How Employers Raid Pension Plans. When it comes to threats to your retirement, there's one you may have overlooked: your employer.
In recent years, companies have been freezing pensions, slashing retiree health benefits and eliminating 401(k) contributions. Companies claim they have no choice: They're victims of a "perfect storm" of an aging work force and market turmoil. But if you're one of the 50 million employees and retirees covered by a pension at a U.S. company, you can't necessarily rely on what your employer tells you. Here's a translation of some of employers' most common claims: "Spiraling costs force us to freeze your pensions. " When the market cratered in 2008, there was no surplus to cushion the blow, and today, pensions collectively are underfunded by 20%. Paramedic’s Angry Post About "Burger Flippers" Making $15/hr Goes Viral.
Here are 7 things people who say they’re ‘fiscally conservative but socially liberal’ don’t understand. A handsome big moustached hipster man smoking cigarette in the city (Shutterstock) “Well, I’m conservative, but I’m not one of those racist, homophobic, dripping-with-hate Tea Party bigots!
I’m pro-choice! I’m pro-same-sex-marriage! I’m not a racist! I just want lower taxes, and smaller government, and less government regulation of business. How many liberals and progressives have heard this? And it’s wrong. You can’t separate fiscal issues from social issues. 1: Poverty, and the cycle of poverty. If you’re poor, there’s about a two in three chance that you’re going to stay poor for at least a year, about a two in three chance that if you do pull out of poverty you’ll be poor again within five years — and about a two in three chance that your children are going to be poor.
Also, ironically, being poor is expensive. Second chances, once considered a hallmark of American culture and identity, have become a luxury. Plus, being poor doesn’t just mean you’re likely to stay poor. Now. Qualtrics Survey Software. Grad Student Who Shook Global Austerity Movement. Thomas Herndon, Excel sleuth.
Most Ph.D. students spend their days reading esoteric books and stressing out about the tenure-track job market. Thomas Herndon, a 28-year-old economics grad student at UMass Amherst, just used part of his spring semester to shake the intellectual foundation of the global austerity movement. Herndon became instantly famous in nerdy economics circles this week as the lead author of a recent paper, "Does High Public Debt Consistently Stifle Economic Growth?
A Critique of Reinhart and Rogoff," that took aim at a massively influential study by two Harvard professors named Carmen Reinhart and Kenneth Rogoff. Herndon found some hidden errors in Reinhart and Rogoff's data set, then calmly took the entire study out back and slaughtered it. We spoke to Herndon about his crazy week, and how he's planning to celebrate his epic wonk takedown. "This week has been quite the week," Herndon told us in a phone call from UMass Amherst's campus. Herndon was stunned. The Twinkie Defense, or What Does “Uncompetitive” Mean? (verokitschy / flickr) Comrade Frase offered his thoughts on the Hostess collapse the other day, and while I have my differences with his take, that’s not what I want to talk about here.
What fascinates me about the the bakery workers’ strike are all the reactions to it, and what they reveal about the worldview underlying our free market in labor. On Twitter a while ago, some neoliberal creep who works for Bloomberg News lamented that New York’s transit system would be so much better off if the workers’ pay levels weren’t so “uncompetitive.” Meanwhile, every time a Wal-Mart flak goes on TV to talk about the company’s labor problems, they’re always at pains to insist that their stores pay “competitive wages.”
So goes the rhetoric of market competition: for Wal-Mart, competitiveness means wages that are high enough; for the MTA it means wages that aren’t low enough. Let’s ask Hostess. Most of the subsequent commentary blamed the union, of course. So let’s turn back to hapless Hostess.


__Assignment__.
Leave out the pictures, then return the records word for word.

(Data for processing Opens)

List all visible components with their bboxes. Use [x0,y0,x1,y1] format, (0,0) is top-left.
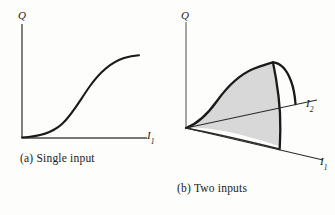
panel-single-input: Q I1 (a) Single input [0,0,168,215]
x-axis-label-subscript: 1 [151,137,155,146]
q-axis-label: Q [181,10,189,21]
i2-axis-label: I2 [306,98,313,112]
total-product-curve [22,55,139,137]
y-axis-label-text: Q [18,9,26,21]
i2-axis-label-subscript: 2 [310,105,314,114]
production-function-figure: Q I1 (a) Single input [0,0,335,215]
panel-two-inputs: Q I2 I1 (b) Two inputs [167,0,335,215]
i1-axis-label-subscript: 1 [324,163,328,172]
x-axis-label: I1 [147,130,154,144]
panel-b-caption: (b) Two inputs [177,182,247,194]
single-input-chart-svg [0,0,168,215]
y-axis-label: Q [18,10,26,21]
panel-a-caption: (a) Single input [20,152,95,164]
production-surface-fill [186,63,280,147]
q-axis-label-text: Q [181,9,189,21]
i1-axis-label: I1 [320,156,327,170]
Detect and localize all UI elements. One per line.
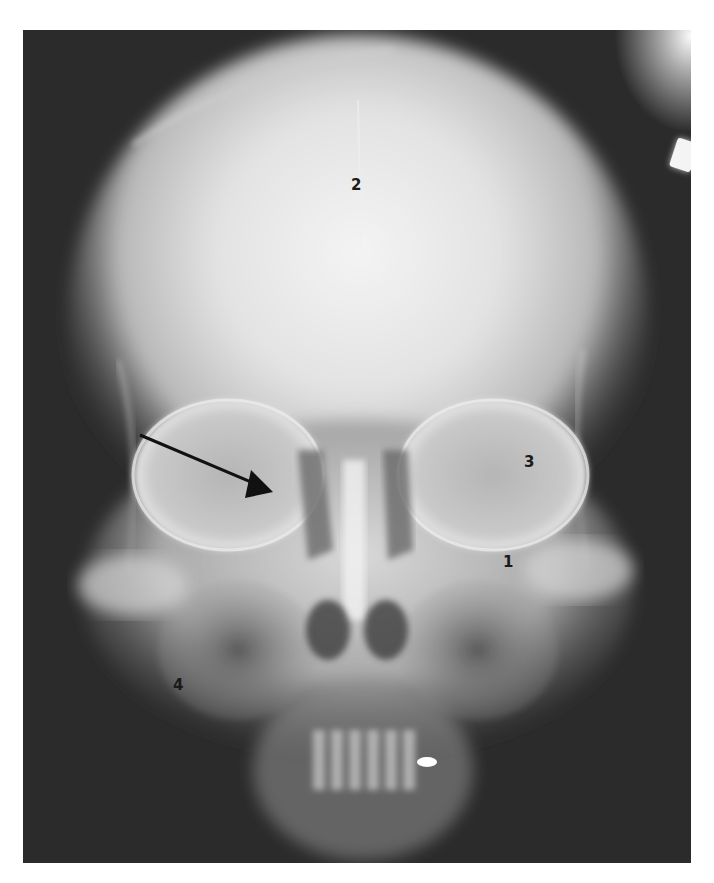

(Data for processing Closes)

__Result of the exercise__.
List all visible components with their bboxes. Use [x0,y0,x1,y1] format, (0,0) is top-left.
panel-single-input: Q I1 (a) Single input [0,0,168,215]
x-axis-label-subscript: 1 [151,137,155,146]
q-axis-label: Q [181,10,189,21]
i2-axis-label: I2 [306,98,313,112]
total-product-curve [22,55,139,137]
y-axis-label-text: Q [18,9,26,21]
i2-axis-label-subscript: 2 [310,105,314,114]
production-function-figure: Q I1 (a) Single input [0,0,335,215]
panel-two-inputs: Q I2 I1 (b) Two inputs [167,0,335,215]
i1-axis-label-subscript: 1 [324,163,328,172]
x-axis-label: I1 [147,130,154,144]
panel-b-caption: (b) Two inputs [177,182,247,194]
single-input-chart-svg [0,0,168,215]
y-axis-label: Q [18,10,26,21]
panel-a-caption: (a) Single input [20,152,95,164]
production-surface-fill [186,63,280,147]
q-axis-label-text: Q [181,9,189,21]
i1-axis-label: I1 [320,156,327,170]
Detect and localize all UI elements. One per line.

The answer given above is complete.